WASHINGTON (AP) - The high cost of nursing home care forces many elderly patients into poverty within a few months, says a congressional survey released Sunday.
Half of the couples with one spouse in a nursing home become impoverished within six months, and 70 percent of single elderly patients reach the poverty level after only 13 weeks in a nursing home, said a report issued by the House Select Committee on Aging.


"A year in a nursing home wipes out the income of over 90 percent of the elderly living alone," said Rep. Edward Roybal, D-Los Angeles, committee chairman.
The report contains a state-by state analysis of nursing home costs compared with income. The results are pegged to income, rather than income and assets.
"With annual nursing home costs averaging over $22,000 and elderly median annual income being just over $11,500, a host of personal catastrophes are in the making," Roybal said in a statement accompanying the report. "Unless concrete action is taken quickly, all lower- and middle-income elderly and non-elderly Americans will remain at great risk of impoverishment due to the high and sustained cost of long-term care." Roybal's panel planned a hearing today to discuss the study.

Catastrophic-health legislation that has passed both the House and Senate awaits conference committee resolution of differences in the two bills, but neither provides substantial additional long-term care benefits for the nation's 32 million Medicare beneficiaries.

The report says Medicare, the government program that provides health care for the (elderly regardless of income, covers less than 2 percent of long-term nursing home care. Medicaid, the government health program for the poor, pays about 40 percent of all nursing home care in America.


### THE PROBLEM
Transcribe exactly the line containing "p: PCI. Please" plus every later line in the data.

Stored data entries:
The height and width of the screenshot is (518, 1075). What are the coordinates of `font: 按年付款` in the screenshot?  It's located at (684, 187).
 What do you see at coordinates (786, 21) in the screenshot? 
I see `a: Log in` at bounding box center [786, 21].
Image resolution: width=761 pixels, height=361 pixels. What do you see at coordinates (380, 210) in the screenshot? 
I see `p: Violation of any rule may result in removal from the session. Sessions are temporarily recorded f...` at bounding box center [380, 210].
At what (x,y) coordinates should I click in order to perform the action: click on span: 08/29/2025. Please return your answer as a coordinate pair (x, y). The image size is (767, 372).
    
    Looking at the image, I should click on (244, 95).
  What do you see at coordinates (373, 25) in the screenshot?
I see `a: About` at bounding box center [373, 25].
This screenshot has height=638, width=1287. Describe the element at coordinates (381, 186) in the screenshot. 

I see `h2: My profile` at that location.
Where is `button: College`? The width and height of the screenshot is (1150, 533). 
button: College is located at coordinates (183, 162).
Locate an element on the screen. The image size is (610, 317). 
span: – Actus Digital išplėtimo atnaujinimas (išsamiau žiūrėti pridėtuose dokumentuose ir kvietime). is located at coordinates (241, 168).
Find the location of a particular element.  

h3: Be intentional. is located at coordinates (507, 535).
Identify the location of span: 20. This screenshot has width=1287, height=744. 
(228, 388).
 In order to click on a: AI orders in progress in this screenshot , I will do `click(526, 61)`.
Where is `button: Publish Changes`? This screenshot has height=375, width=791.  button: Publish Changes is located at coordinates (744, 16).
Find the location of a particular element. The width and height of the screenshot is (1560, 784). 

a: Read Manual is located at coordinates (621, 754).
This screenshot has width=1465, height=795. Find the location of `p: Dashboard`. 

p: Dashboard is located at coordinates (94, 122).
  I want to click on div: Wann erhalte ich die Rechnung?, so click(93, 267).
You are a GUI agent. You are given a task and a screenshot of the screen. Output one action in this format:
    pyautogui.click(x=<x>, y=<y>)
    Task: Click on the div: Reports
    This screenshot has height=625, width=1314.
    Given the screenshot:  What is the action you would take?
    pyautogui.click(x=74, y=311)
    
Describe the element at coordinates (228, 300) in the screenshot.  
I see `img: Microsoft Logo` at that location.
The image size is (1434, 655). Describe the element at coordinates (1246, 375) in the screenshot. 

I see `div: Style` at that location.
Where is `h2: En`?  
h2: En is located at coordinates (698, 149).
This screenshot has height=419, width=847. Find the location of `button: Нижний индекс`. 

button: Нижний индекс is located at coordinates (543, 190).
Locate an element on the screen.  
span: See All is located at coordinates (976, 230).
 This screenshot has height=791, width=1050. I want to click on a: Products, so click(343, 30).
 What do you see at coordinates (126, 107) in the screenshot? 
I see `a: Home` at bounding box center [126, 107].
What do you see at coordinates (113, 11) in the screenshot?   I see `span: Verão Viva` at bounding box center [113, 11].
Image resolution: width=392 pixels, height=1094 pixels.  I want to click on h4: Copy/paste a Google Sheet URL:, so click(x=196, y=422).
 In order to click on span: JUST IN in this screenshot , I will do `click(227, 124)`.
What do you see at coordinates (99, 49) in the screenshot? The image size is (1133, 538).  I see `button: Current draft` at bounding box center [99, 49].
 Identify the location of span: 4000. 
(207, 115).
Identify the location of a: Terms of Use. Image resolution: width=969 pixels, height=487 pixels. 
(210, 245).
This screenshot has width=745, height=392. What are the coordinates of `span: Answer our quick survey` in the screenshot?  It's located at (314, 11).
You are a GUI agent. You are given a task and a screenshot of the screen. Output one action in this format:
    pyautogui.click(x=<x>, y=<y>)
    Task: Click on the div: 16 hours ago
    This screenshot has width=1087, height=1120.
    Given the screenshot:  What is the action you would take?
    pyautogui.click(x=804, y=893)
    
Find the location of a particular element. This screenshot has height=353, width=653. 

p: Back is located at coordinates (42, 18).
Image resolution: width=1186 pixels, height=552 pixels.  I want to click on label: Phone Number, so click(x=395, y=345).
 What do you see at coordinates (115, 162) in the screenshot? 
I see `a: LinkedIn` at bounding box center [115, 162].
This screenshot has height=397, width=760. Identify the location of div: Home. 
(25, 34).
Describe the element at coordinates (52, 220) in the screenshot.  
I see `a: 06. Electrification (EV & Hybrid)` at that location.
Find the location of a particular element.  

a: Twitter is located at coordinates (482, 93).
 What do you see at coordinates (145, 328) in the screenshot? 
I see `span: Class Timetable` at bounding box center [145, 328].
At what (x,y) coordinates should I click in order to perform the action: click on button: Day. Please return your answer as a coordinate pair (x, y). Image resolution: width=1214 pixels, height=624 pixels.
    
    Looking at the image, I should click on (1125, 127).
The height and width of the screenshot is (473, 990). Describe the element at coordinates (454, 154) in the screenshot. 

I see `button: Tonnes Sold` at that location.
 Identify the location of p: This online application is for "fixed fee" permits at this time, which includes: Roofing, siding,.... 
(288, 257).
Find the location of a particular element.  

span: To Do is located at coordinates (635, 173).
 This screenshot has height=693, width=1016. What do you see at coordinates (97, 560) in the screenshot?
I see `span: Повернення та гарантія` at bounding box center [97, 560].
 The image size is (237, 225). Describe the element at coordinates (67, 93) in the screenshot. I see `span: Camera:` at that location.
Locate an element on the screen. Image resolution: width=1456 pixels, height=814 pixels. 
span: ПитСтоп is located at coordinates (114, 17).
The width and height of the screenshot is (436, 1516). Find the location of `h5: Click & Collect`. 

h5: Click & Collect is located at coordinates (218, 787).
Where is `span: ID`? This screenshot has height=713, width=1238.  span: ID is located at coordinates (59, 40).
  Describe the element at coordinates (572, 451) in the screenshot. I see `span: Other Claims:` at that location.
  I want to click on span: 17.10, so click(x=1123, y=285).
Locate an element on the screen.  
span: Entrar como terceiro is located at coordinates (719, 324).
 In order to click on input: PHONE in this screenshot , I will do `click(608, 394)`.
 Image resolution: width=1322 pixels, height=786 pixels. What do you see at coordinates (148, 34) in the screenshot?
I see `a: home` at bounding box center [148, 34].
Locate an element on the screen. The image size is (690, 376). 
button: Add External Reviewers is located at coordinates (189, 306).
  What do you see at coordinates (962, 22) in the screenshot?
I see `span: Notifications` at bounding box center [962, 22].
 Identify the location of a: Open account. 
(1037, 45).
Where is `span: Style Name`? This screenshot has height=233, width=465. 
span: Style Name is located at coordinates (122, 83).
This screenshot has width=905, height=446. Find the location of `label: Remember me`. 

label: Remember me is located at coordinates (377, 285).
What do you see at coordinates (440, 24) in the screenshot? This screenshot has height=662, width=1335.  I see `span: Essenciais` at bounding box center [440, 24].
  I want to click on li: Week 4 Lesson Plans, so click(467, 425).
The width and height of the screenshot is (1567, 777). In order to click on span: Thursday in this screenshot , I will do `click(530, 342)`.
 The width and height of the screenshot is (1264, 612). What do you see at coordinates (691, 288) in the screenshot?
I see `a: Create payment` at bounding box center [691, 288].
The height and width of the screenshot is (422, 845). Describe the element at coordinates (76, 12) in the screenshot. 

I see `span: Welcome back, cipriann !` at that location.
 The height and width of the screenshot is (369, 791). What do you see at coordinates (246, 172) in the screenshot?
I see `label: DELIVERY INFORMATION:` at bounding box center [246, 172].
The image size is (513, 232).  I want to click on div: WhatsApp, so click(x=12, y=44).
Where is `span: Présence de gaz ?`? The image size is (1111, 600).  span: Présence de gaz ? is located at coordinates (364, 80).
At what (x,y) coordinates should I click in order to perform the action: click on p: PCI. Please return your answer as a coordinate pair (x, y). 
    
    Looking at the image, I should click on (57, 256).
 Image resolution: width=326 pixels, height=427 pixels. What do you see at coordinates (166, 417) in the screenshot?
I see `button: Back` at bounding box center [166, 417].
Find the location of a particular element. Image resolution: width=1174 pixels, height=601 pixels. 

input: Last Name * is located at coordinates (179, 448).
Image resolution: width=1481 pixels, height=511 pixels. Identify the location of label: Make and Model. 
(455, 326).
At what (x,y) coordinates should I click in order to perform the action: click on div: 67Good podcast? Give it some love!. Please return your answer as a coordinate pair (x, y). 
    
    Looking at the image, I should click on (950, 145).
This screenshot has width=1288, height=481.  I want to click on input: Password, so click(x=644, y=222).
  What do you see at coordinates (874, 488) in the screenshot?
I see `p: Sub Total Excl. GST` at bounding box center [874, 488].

### EXERCISE SOLUTION
At what (x,y) coordinates should I click in order to perform the action: click on p: PCI. Please return your answer as a coordinate pair (x, y). 
    
    Looking at the image, I should click on (57, 256).
 Image resolution: width=326 pixels, height=427 pixels. What do you see at coordinates (166, 417) in the screenshot?
I see `button: Back` at bounding box center [166, 417].
Find the location of a particular element. Image resolution: width=1174 pixels, height=601 pixels. 

input: Last Name * is located at coordinates (179, 448).
Image resolution: width=1481 pixels, height=511 pixels. Identify the location of label: Make and Model. 
(455, 326).
At what (x,y) coordinates should I click in order to perform the action: click on div: 67Good podcast? Give it some love!. Please return your answer as a coordinate pair (x, y). 
    
    Looking at the image, I should click on (950, 145).
This screenshot has width=1288, height=481.  I want to click on input: Password, so click(x=644, y=222).
  What do you see at coordinates (874, 488) in the screenshot?
I see `p: Sub Total Excl. GST` at bounding box center [874, 488].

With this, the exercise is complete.